How to convert fractions to decimals is mostly about dividing: the decimal value of a fraction is its numerator divided by its denominator. Mixed numbers first become improper fractions, then you divide. This guide also covers the important edge case: some fractions produce repeating decimals, so you may need a rounding policy.
For instant conversion in your browser, use Decimal ↔ fraction.
Key takeaways
- Fraction-to-decimal: compute
numerator / denominator. - Mixed numbers convert to improper fractions before dividing.
- Simplifying first can make repeating decimals easier to spot.
- Repeating decimals need a rounding or truncation decision.

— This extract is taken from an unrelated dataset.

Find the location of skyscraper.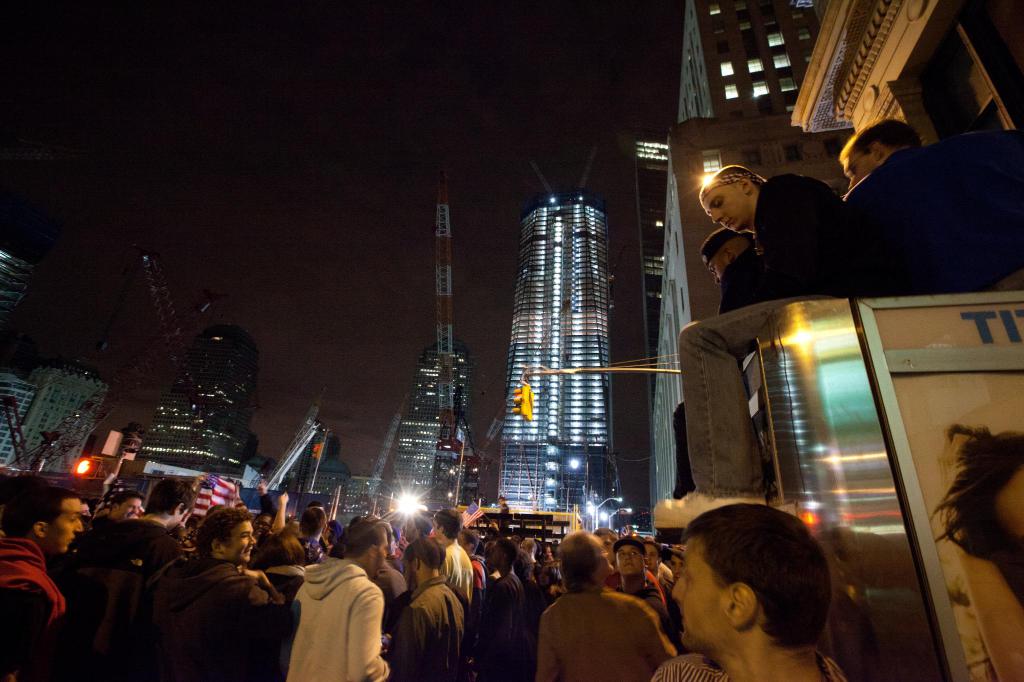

Step-by-step: simple proper fractions
Example: convert 3/8.
- Divide 3 by 8.
- Write the decimal result.
- Round to the digits you need (or keep exact if it terminates).
3/8 = 0.375.
Mixed numbers: convert first, then divide
Mixed number form looks like a b/c (a whole number plus a fraction). Convert it to an improper fraction: (a * c + b) / c, then divide.
Example: 2 1/8.
Improper fraction: (2*8 + 1)/8 = 17/8.
Decimal: 17/8 = 2.125.
What about repeating decimals?
Some fractions do not terminate and instead produce repeating decimals. For example, 1/3 = 0.333.... In practice, you usually round to a set number of decimal places.
Best practices
- If you need a decimal for comparison or input fields, decide the number of decimal places up front (for example 2, 3, or 6).
- If you need exact arithmetic, keep the fraction form rather than rounding.
- If you want simplest decimals that come from simpler fractions, simplify the fraction first (divide by the greatest common divisor).
Next: convert decimals back to fractions
If you want the reverse conversion, see how to convert decimal to fraction.
Reference
For a walkthrough of converting fractions to decimals, see Maths Is Fun: Convert Fractions to Decimals.